New passport leads to final destinations
My passport has expired. It elapsed during Covid and I thought, why would I have my picture taken when I feel and look like THIS?
Well, now I’m stuck. There’s a special gathering in Canada I want to attend, and as I looked at buying tickets online, I realized I can’t go. I’m not legal. Rats.
I had been waiting all summer to get my passport pictures taken – waiting until a day I might look a little better. A little younger maybe? And the funniest thing, as each day passed, younger didn’t describe the face looking back at me. Each morning, my mirror slides further into a geriatric wonderland. So, I gave up. I had the pictures taken yesterday. I don’t even recognize this woman.
The woman I want this snapshot to resemble is animated and vibrant. The passport bureau should require microchip videos instead of these flat, sadistic photos. Then we would all have a chance to “show our stuff.”
Since that is probably not going to happen, I’m plunging ahead with these sad sack mug shots and buying my last passport. Yup, you read it here: my last one. I just did the math, adding the ten-year lifespan of a passport to my age. I realized that by then, the matron won’t let me out of the home anyway.
And I’m driving my last car. That thought first occurred to me as I was signing the papers in the showroom.
If this beauty is my last car, I better get everything I want on it. That was 4¢ years ago. Since then, I’ve put a staggering 22,000 miles on its odometer. If this car expires when my passport does, it will have about 70,000 miles on it. It’ll be running better than I will at that point, and have less body damage. My wheels aren’t so hot now, but my engine is still humming.
My mother never once thought of any purchase as a last buy. When she was 92, she rolled up my driveway one afternoon in a beige Buick sedan. It looked exactly like her blue Buick, only shinier. I asked her if her car was in the shop.
“Is this a loaner?”
“Oh no,” she bragged, “I just bought it.”
“W-H-A-A-A-A–T? You aren’t serious,” I said.
“Oh yeah, mine was 12 years old, so I just updated it.” She shrugged. The car was used, but definitely a creampuff. “Isn’t it great? It was owned by a little old lady.” She grinned.
I was stunned. She hadn’t talked at all about wanting new wheels. When I recovered, I kidded her about buying her last car. “Oh, I wouldn’t go that far,” she said. “Ya never know. A few years from now, I might just stumble on a deal too good to pass up.”
Buying her last car – her last “anything” – was not in her vocabulary. I like to think of myself as realistic, but maybe her approach to endings was more lighthearted, more fun.
In the meantime, I’ve looked around and decided that much of what surrounds me is in the category of “lasts.” The washer and dryer I bought last year darn well better be my last. The stainless French door refrigerator that I bought four years ago replaced the new one we bought when we moved here. That one was 11 years old when it bit the dust, and I never forgave it. I can’t imagine that new appliances have a shorter life span than I have now.
Dear Richard has also been advised that he is in the “last” category. Years ago, when my late husband, Tom, and I would attend a big event, I used to kiddingly introduce him as “my first husband.” Well, it was true. But it was fun watching the reaction on peoples’ faces.
Now that it has occurred to me that Richard will be my last, I think I’ll do the same. “Oh, have you met Richard, my last husband?” Interestingly, they both sorta seem like the same joke.
Should be fun.
See? This is why passports should have videos. The border officials would see that we old codgers and codgerettes still know how to laugh, twinkle and misbehave. Those authorities could look past the sagging jowls, wrinkles and crinkles – and see before them someone who might be on their last legs – but is still ready to do some dancing.
Maybe one Last Tango? Hey, if it’s in Paris, at least I’ll have my passport.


_TASK DETAILS_
Since the pictures are not wanted, reproduce only the rest of the records, exactly as given.

_RECORDS TO USE_
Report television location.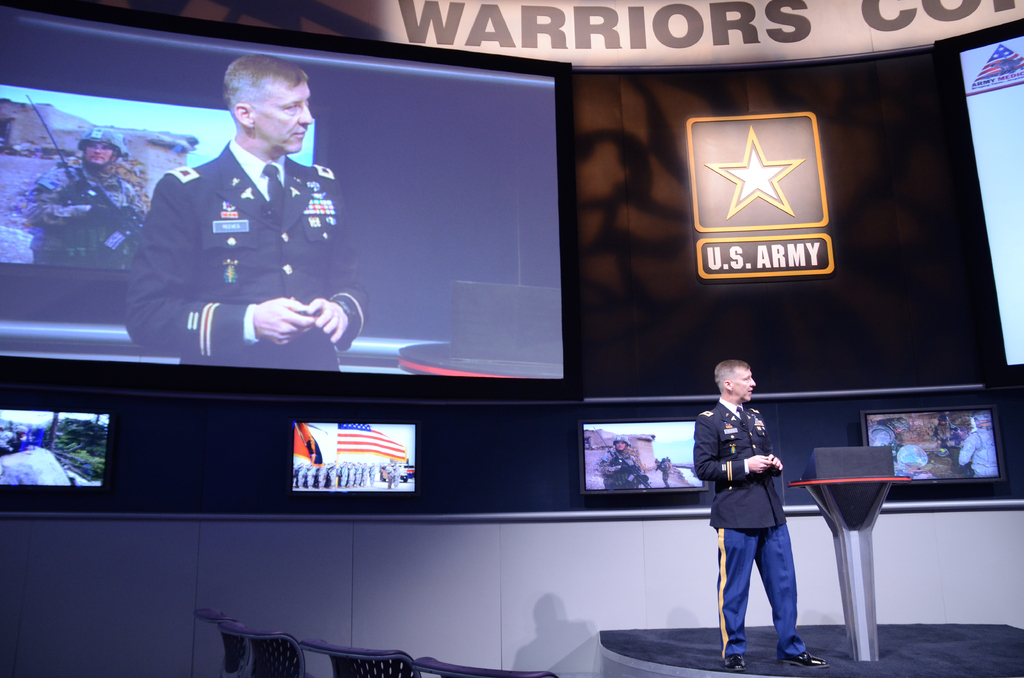
Report: detection(578, 416, 709, 493).
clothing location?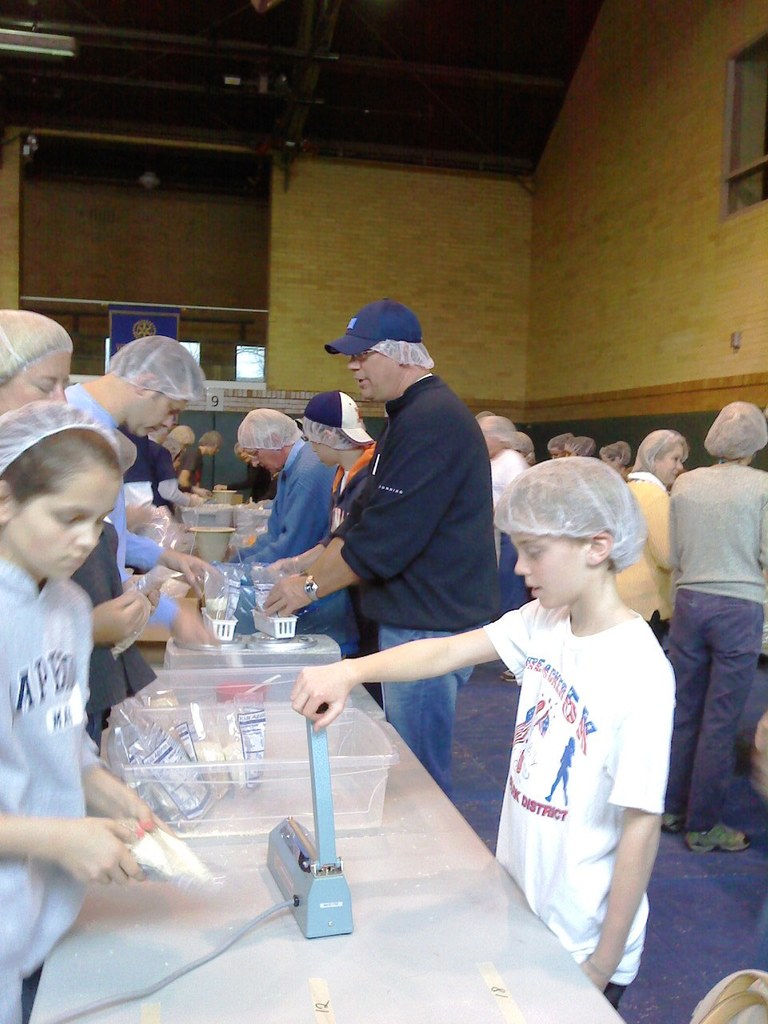
select_region(322, 368, 491, 630)
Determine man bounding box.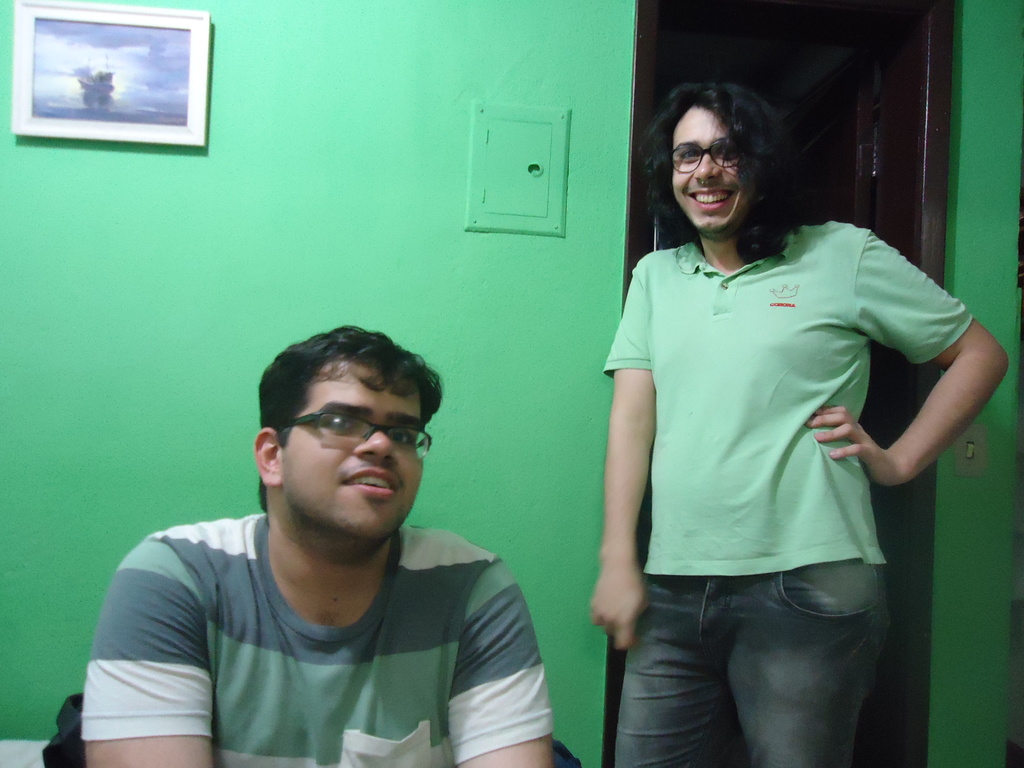
Determined: x1=589, y1=80, x2=1009, y2=767.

_YOUR RESPONSE_
Report television location.
Report: detection(578, 416, 709, 493).
clothing location?
select_region(322, 368, 491, 630)
Determine man bounding box.
Determined: x1=589, y1=80, x2=1009, y2=767.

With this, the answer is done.